We advise enterprises to assess and evaluate software providers based on organizational requirements and use this research as a supplement to internal evaluation of a provider and products.
Product Experience
The process of researching products to address an enterprise’s needs should be comprehensive. Our Value Index methodology examines Product Experience and how it aligns with an enterprise’s life cycle of onboarding, configuration, operations, usage and maintenance. Too often, software providers are not evaluated for the entirety of the product; instead, they are evaluated on market execution and vision of the future, which are flawed since they do not represent an enterprise’s requirements but how the provider operates. As more software providers orient to a complete product experience, evaluations will be more robust.
The research results in Product Experience are ranked at 80%, or four-fifths, of the overall rating using the specific underlying weighted category performance. Importance was placed on the categories as follows: Usability (5%), Capability (25%), Reliability (15%), Adaptability (25%) and Manageability (10%). This weighting impacted the resulting overall ratings in this research. Oracle, Informatica and SAP were designated Product Experience Leaders. While not a Leader, Microsoft was also found to meet a broad range of enterprise product experience requirements.
Many enterprises will only evaluate capabilities for workers in IT or administration, but the research identified the criticality of adaptability (25% weighting) in application integration.
Customer Experience
The importance of a customer relationship with a software provider is essential to the actual success of the products and technology. The advancement of the Customer Experience and the entire life cycle an enterprise has with its software provider is critical for ensuring satisfaction in working with that provider. Technology providers that have chief customer officers are more likely to have greater investments in the customer relationship and focus more on their success. These leaders also need to take responsibility for ensuring this commitment is made abundantly clear on the website and in the buying process and customer journey.
The research results in Customer Experience are ranked at 20%, or one-fifth, using the specific underlying weighted category performance as it relates to the framework of commitment and value to the software provider-customer relationship. The two evaluation categories are Validation (10%) and TCO/ROI (10%), which are weighted to represent their importance to the overall research.
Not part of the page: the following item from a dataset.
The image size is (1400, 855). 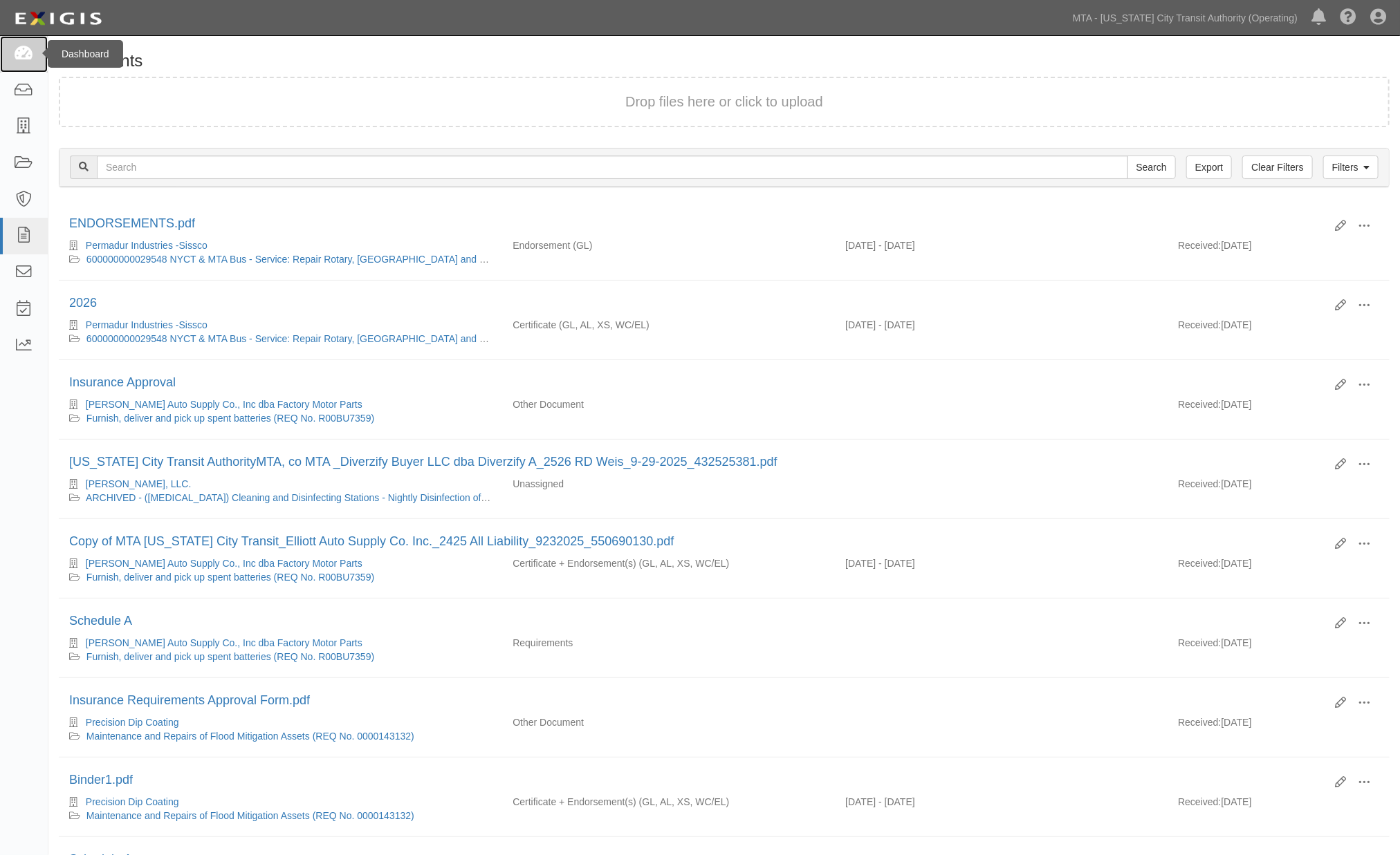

The software providers that evaluated the highest overall in the aggregated and weighted Customer Experience categories are Microsoft, SAP and Oracle. These category leaders best communicate commitment and dedication to customer needs. While not Leaders, AWS and IBM were also found to meet a broad range of enterprise customer experience requirements.
A few software providers we evaluated lacked sufficient information available through their website and presentations. While many have customer case studies to promote success, others lack depth in articulating their commitment to customer experience and an enterprise’s application integration journey. As the commitment to a software provider is a continuous investment, the importance of supporting customer experience in a holistic evaluation should be included and not underestimated.
Appendix: Software Provider Inclusion
For inclusion in the ISG Buyers Guide™ for Application Integration in 2024, a software provider must be in good standing financially and ethically, have at least $50 million in annual or projected revenue verified using independent sources, sell products and provide support on at least two continents, and have at least 50 customers. The principal source of the relevant business unit’s revenue must be software-related, and there must have been at least one major software release in the last 12 months.
Application Integration:
Application integration is a set of processes and technologies that enable enterprise to combine, transform and process information from multiple internal and external applications to maximize the value of analytic and operational use.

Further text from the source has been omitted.